Closer to Armaggedon than ever

In their annual, grim unveiling, the Bulletin of the Atomic Scientists have announced that their ‘Doomsday Clock’ has moved forward to 100 seconds to midnight. This is the closest the scientists have judged the world to catastrophe since its inception, in 1947.

Mary Robinson, chair of the The Elders and former president of Ireland, said: “The world needs to wake up. Our planet faces two simultaneous existential threats”, referring to the exploitation of fossil fuels, leading to ‘a death sentence for humanity’ and nuclear weapons, which will inevitably one day be used, “by accident, miscalculation or design”.

Whilst citizen activism meant there was a “sliver of hope for the climate”, there was no such pressure on leaders to avert nuclear threats.

Robert Rosner, chair of the Bulletin’s science and security board, said society has normalized a very dangerous world, and that “information warfare” is undermining “the public’s ability to sort out what’s true and what’s patently false”.

Commenting on the Doomsday Clock, The Guardian said:

‘The warning comes as nuclear arms control is in danger of dying out altogether. The Intermediate-range Nuclear Forces (INF) treaty lapsed in August after the US accused Russia of cheating and Donald Trump declared he would leave the 1987 treaty altogether. The US has begun testing medium-range missiles similar to the new Russian weapon, although it is unclear where in Europe or Asia they would be based.

The death of the INF leaves the New Start treaty as the last remaining limit on the US and Russian deployed strategic arsenals. It was agreed in 2010 by the then Russian president, Dmitry Medvedev, and Barack Obama, and it expires in February 2021.

It can be extended for five years and Vladimir Putin has said he is willing to agree an extension, but the Trump administration has insisted that China be included. China, whose arsenal is a 20th of the two nuclear superpowers and not as aggressively deployed, has ruled out joining in.

The farthest the doomsday clock has ever been from midnight was 17 minutes at the end of the cold war.

While nuclear warfare remains a threat, the climate crisis continues to intensify, as the US federal government under Trump has withdrawn from international climate efforts.

Last year was the second hottest on record for the Earth’s surface. The 2019 average temperature was 1.1C warmer than the average between 1850 and 1900, before the ramp-up of fossil fuel use. Greenhouse gas emissions from human activities are on track to push that warming to 3 or 4C. The disruptions are intensifying extreme weather and expected to exacerbate poverty and global unrest.

“If the Earth warms by what we tend to think of as just a few degrees and human life pushes the planet into the opposite of an Ice Age … or even pushes the climate halfway there, we have no reason to be confident that such a world will remain hospitable to human civilization,” said Silvan Kartha, a board member, senior scientist at the Stockholm Environmental Institute and author of the fifth and sixth assessment reports of the Intergovernmental Panel on Climate Change.

Robert Latiff, a board member and retired air force major general, said the Trump administration’s “disdain for expert opinion” threatens action on climate change and a host of other science-based issues. New technologies and developments – from “deep fake” videos, to dangerous pathogens and artificial intelligence, all could threaten a fragile global peace.’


PROBLEM DESCRIPTION: From the records below, transcribe only the lines running from the one with "You are a GUI" through the one with "Task: Click on the span: Can we help ?". Keep both of those end lines.

RECORDS PROVIDED:
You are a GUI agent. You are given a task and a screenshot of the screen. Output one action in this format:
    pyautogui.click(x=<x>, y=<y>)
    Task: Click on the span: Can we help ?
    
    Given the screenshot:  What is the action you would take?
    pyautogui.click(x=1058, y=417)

* * *

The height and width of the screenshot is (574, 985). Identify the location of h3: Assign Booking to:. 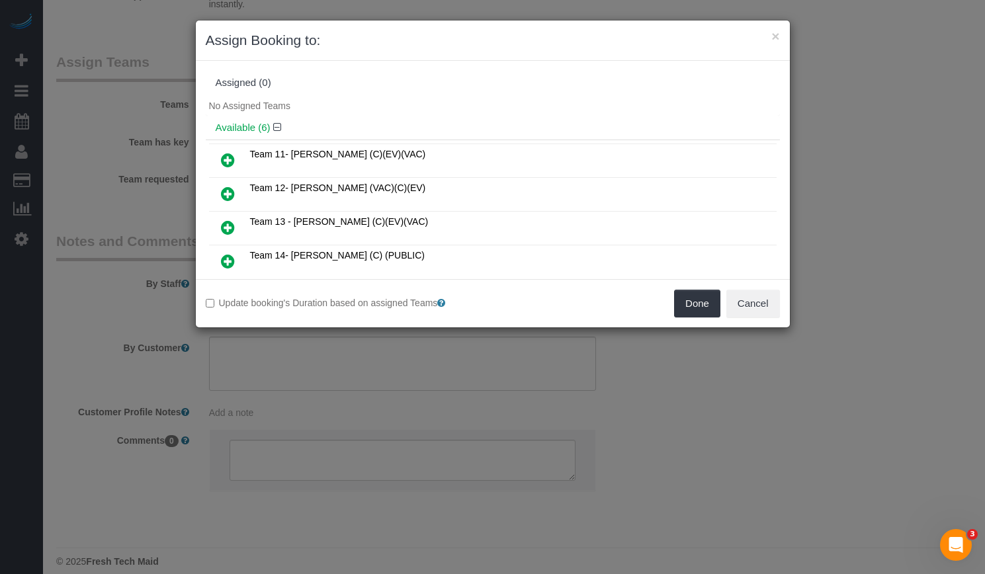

TASK ANSWER:
You are a GUI agent. You are given a task and a screenshot of the screen. Output one action in this format:
    pyautogui.click(x=<x>, y=<y>)
    Task: Click on the span: Can we help ?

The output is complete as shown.